There seems to be two different EOFExceptions being thrown: java.io.EOFException
and org.eclipse.jetty.io.EofException
. The main file in play here (used by both client/server side) is CommitSpool.java
This exception is being thrown to indicate an early, unexpected, EOF. The exception is most commonly thrown at the start of an ATH test against staging, but it can be found in prod with clients other than cloudbees
. Following the stack trace, it seems like, while reading the input stream, a read is requested with a valid size
determined from what is remaining to be read but the read()
call throws an exception because the stream returned at -1
here.
I think that it would be safe to just handle the exception gracefully from the server side, but still indicate to the client that it wasn't successful.
This one is more interesting since the error is being thrown at the initialization of the GZipInputStream
before an external read is even attempted. When CommitSpoolClient
starts the upload inside the send()
method, the first thing that happens is wrapping the output stream inside a GZipOutputStream
which, during the construction, writes the GZipHeaders. From the server side, the exception is getting thrown at the CommitSpool#receiveUpload()
when the input stream gets wrapped inside a GZIPInputStream
which, during construction, attempts to reads the same GZipHeaders. This read results in a -1
indicating an empty stream and throws the java.io.EOFException
.
I've been looking at the client to try and determine where an empty outputstream could possibly occur, but it seems like the outputstream always writes those GZipHeaders.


**What to do:** Read the records beneath this task and copy every line that contains the string "height".

──────── Material shown ────────

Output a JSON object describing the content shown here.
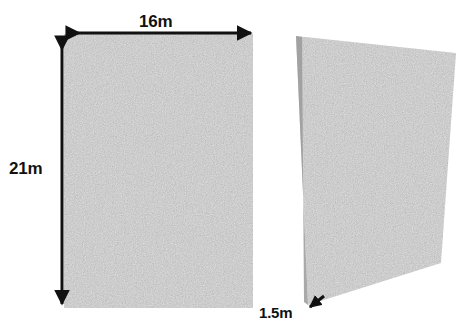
{
  "figure": {
    "background_color": "#ffffff",
    "fill_color": "#a8a8a8",
    "line_color": "#111111",
    "labels": {
      "width": "16m",
      "height": "21m",
      "depth": "1.5m"
    },
    "shapes": [
      {
        "name": "front-face-rectangle",
        "type": "rectangle",
        "points": "64,34 253,34 253,308 64,308"
      },
      {
        "name": "perspective-slab-face",
        "type": "quadrilateral",
        "points": "296,36 456,53 441,263 308,305"
      }
    ],
    "dimension_arrows": [
      {
        "name": "width-arrow",
        "orientation": "horizontal",
        "label": "16m",
        "from": "64,33",
        "to": "254,33",
        "heads": "both"
      },
      {
        "name": "height-arrow",
        "orientation": "vertical",
        "label": "21m",
        "from": "62,34",
        "to": "62,307",
        "heads": "both"
      },
      {
        "name": "depth-arrow",
        "orientation": "diagonal",
        "label": "1.5m",
        "from": "322,297",
        "to": "306,310",
        "heads": "end"
      }
    ]
  }
}
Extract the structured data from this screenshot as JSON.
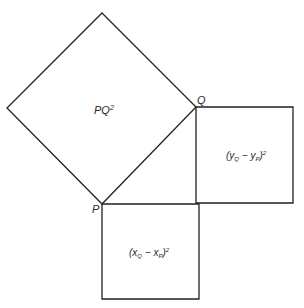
{
  "diagram": {
    "points": {
      "P": {
        "label": "P",
        "x": 102,
        "y": 204
      },
      "Q": {
        "label": "Q",
        "x": 196,
        "y": 107
      }
    },
    "squares": {
      "hypotenuse": {
        "label": "PQ²",
        "vertices": [
          [
            102,
            13
          ],
          [
            196,
            107
          ],
          [
            102,
            204
          ],
          [
            7,
            108
          ]
        ]
      },
      "vertical": {
        "label": "(y_Q − y_P)²",
        "vertices": [
          [
            196,
            107
          ],
          [
            293,
            107
          ],
          [
            293,
            203
          ],
          [
            196,
            203
          ]
        ]
      },
      "horizontal": {
        "label": "(x_Q − x_P)²",
        "vertices": [
          [
            102,
            204
          ],
          [
            199,
            204
          ],
          [
            199,
            299
          ],
          [
            102,
            299
          ]
        ]
      }
    },
    "labels": {
      "P": "P",
      "Q": "Q",
      "pq_main": "PQ",
      "pq_sup": "2",
      "y_open": "(y",
      "y_sub_q": "Q",
      "y_minus": " − y",
      "y_sub_p": "P",
      "y_close": ")",
      "y_sup": "2",
      "x_open": "(x",
      "x_sub_q": "Q",
      "x_minus": " − x",
      "x_sub_p": "P",
      "x_close": ")",
      "x_sup": "2"
    },
    "colors": {
      "stroke": "#222222",
      "text": "#2a2a2a",
      "background": "#ffffff"
    }
  }
}
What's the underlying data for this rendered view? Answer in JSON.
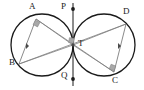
{
  "figure": {
    "background_color": "#ffffff",
    "stroke_color": "#1a1a1a",
    "thin_stroke_color": "#6e6e6e",
    "marker_fill_color": "#9a9a9a",
    "width": 144,
    "height": 90
  },
  "labels": {
    "A": "A",
    "B": "B",
    "C": "C",
    "D": "D",
    "P": "P",
    "Q": "Q",
    "T": "T"
  },
  "points": {
    "A": {
      "label": "A",
      "x": 36,
      "y": 19,
      "label_x": 29,
      "label_y": 2
    },
    "B": {
      "label": "B",
      "x": 19,
      "y": 64,
      "label_x": 9,
      "label_y": 58
    },
    "C": {
      "label": "C",
      "x": 114,
      "y": 72,
      "label_x": 112,
      "label_y": 76
    },
    "D": {
      "label": "D",
      "x": 126,
      "y": 24,
      "label_x": 123,
      "label_y": 7
    },
    "P": {
      "label": "P",
      "x": 73,
      "y": 9,
      "label_x": 60,
      "label_y": 3
    },
    "Q": {
      "label": "Q",
      "x": 73,
      "y": 79,
      "label_x": 60,
      "label_y": 70
    },
    "T": {
      "label": "T",
      "x": 73,
      "y": 45,
      "label_x": 78,
      "label_y": 39
    }
  },
  "circles": [
    {
      "name": "left-circle",
      "cx": 42,
      "cy": 45,
      "r": 31
    },
    {
      "name": "right-circle",
      "cx": 104,
      "cy": 45,
      "r": 31
    }
  ],
  "tangent_line": {
    "name": "common-tangent",
    "x": 73,
    "y_top": 3,
    "y_bottom": 86
  },
  "segments": [
    {
      "name": "segment-A-T",
      "from": "A",
      "to": "T"
    },
    {
      "name": "segment-B-T",
      "from": "B",
      "to": "T"
    },
    {
      "name": "segment-C-T",
      "from": "C",
      "to": "T"
    },
    {
      "name": "segment-D-T",
      "from": "D",
      "to": "T"
    },
    {
      "name": "segment-A-B",
      "from": "A",
      "to": "B"
    },
    {
      "name": "segment-C-D",
      "from": "C",
      "to": "D"
    },
    {
      "name": "segment-B-D",
      "from": "B",
      "to": "D"
    },
    {
      "name": "segment-A-C",
      "from": "A",
      "to": "C"
    }
  ],
  "right_angle_markers": [
    {
      "name": "right-angle-at-A",
      "x": 36,
      "y": 19
    },
    {
      "name": "right-angle-at-C",
      "x": 114,
      "y": 72
    },
    {
      "name": "right-angle-at-T",
      "x": 73,
      "y": 41
    }
  ],
  "tick_markers": [
    {
      "name": "tick-left-radius",
      "x": 27,
      "y": 46
    },
    {
      "name": "tick-right-radius",
      "x": 119,
      "y": 46
    }
  ],
  "point_dots": [
    {
      "name": "dot-P",
      "x": 73,
      "y": 9
    },
    {
      "name": "dot-Q",
      "x": 73,
      "y": 79
    },
    {
      "name": "dot-T",
      "x": 73,
      "y": 45
    }
  ]
}
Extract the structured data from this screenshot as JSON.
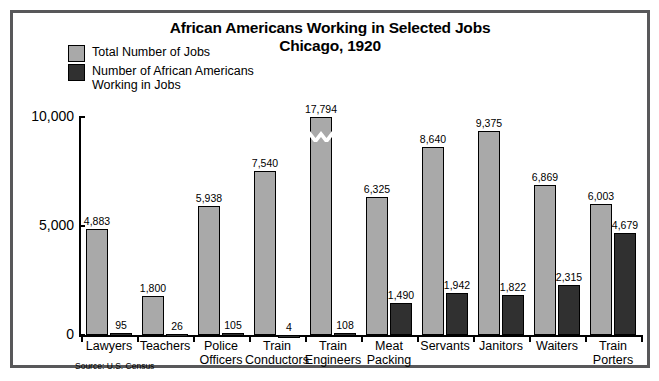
{
  "chart_data": {
    "type": "bar",
    "title": "African Americans Working in Selected Jobs",
    "subtitle": "Chicago, 1920",
    "xlabel": "",
    "ylabel": "",
    "ylim": [
      0,
      10000
    ],
    "yticks": [
      0,
      5000,
      10000
    ],
    "ytick_labels": [
      "0",
      "5,000",
      "10,000"
    ],
    "grid": false,
    "legend_position": "top-left",
    "axis_break_note": "Train Engineers total bar (17,794) is drawn with a zig-zag break because it exceeds the 10,000 axis maximum",
    "categories": [
      "Lawyers",
      "Teachers",
      "Police Officers",
      "Train Conductors",
      "Train Engineers",
      "Meat Packing",
      "Servants",
      "Janitors",
      "Waiters",
      "Train Porters"
    ],
    "category_lines": [
      [
        "Lawyers"
      ],
      [
        "Teachers"
      ],
      [
        "Police",
        "Officers"
      ],
      [
        "Train",
        "Conductors"
      ],
      [
        "Train",
        "Engineers"
      ],
      [
        "Meat",
        "Packing"
      ],
      [
        "Servants"
      ],
      [
        "Janitors"
      ],
      [
        "Waiters"
      ],
      [
        "Train",
        "Porters"
      ]
    ],
    "series": [
      {
        "name": "Total Number of Jobs",
        "color": "#a9a9a9",
        "values": [
          4883,
          1800,
          5938,
          7540,
          17794,
          6325,
          8640,
          9375,
          6869,
          6003
        ],
        "value_labels": [
          "4,883",
          "1,800",
          "5,938",
          "7,540",
          "17,794",
          "6,325",
          "8,640",
          "9,375",
          "6,869",
          "6,003"
        ]
      },
      {
        "name": "Number of African Americans Working in Jobs",
        "color": "#303030",
        "values": [
          95,
          26,
          105,
          4,
          108,
          1490,
          1942,
          1822,
          2315,
          4679
        ],
        "value_labels": [
          "95",
          "26",
          "105",
          "4",
          "108",
          "1,490",
          "1,942",
          "1,822",
          "2,315",
          "4,679"
        ]
      }
    ],
    "source": "Source: U.S. Census"
  },
  "legend": {
    "items": [
      {
        "label": "Total Number of Jobs",
        "swatch": "total"
      },
      {
        "label": "Number of African Americans Working in Jobs",
        "swatch": "aa"
      }
    ]
  },
  "colors": {
    "total_bar": "#a9a9a9",
    "african_american_bar": "#303030",
    "frame": "#58585a",
    "axis": "#000000",
    "background": "#ffffff"
  }
}
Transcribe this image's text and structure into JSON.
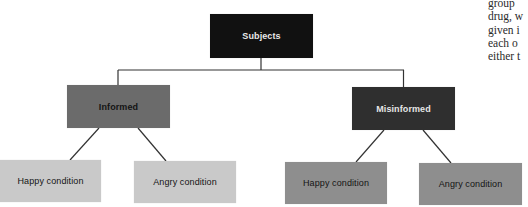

────────

**Answer to the exercise:**
      "height": "21m",
        "name": "height-arrow",
    "height": 90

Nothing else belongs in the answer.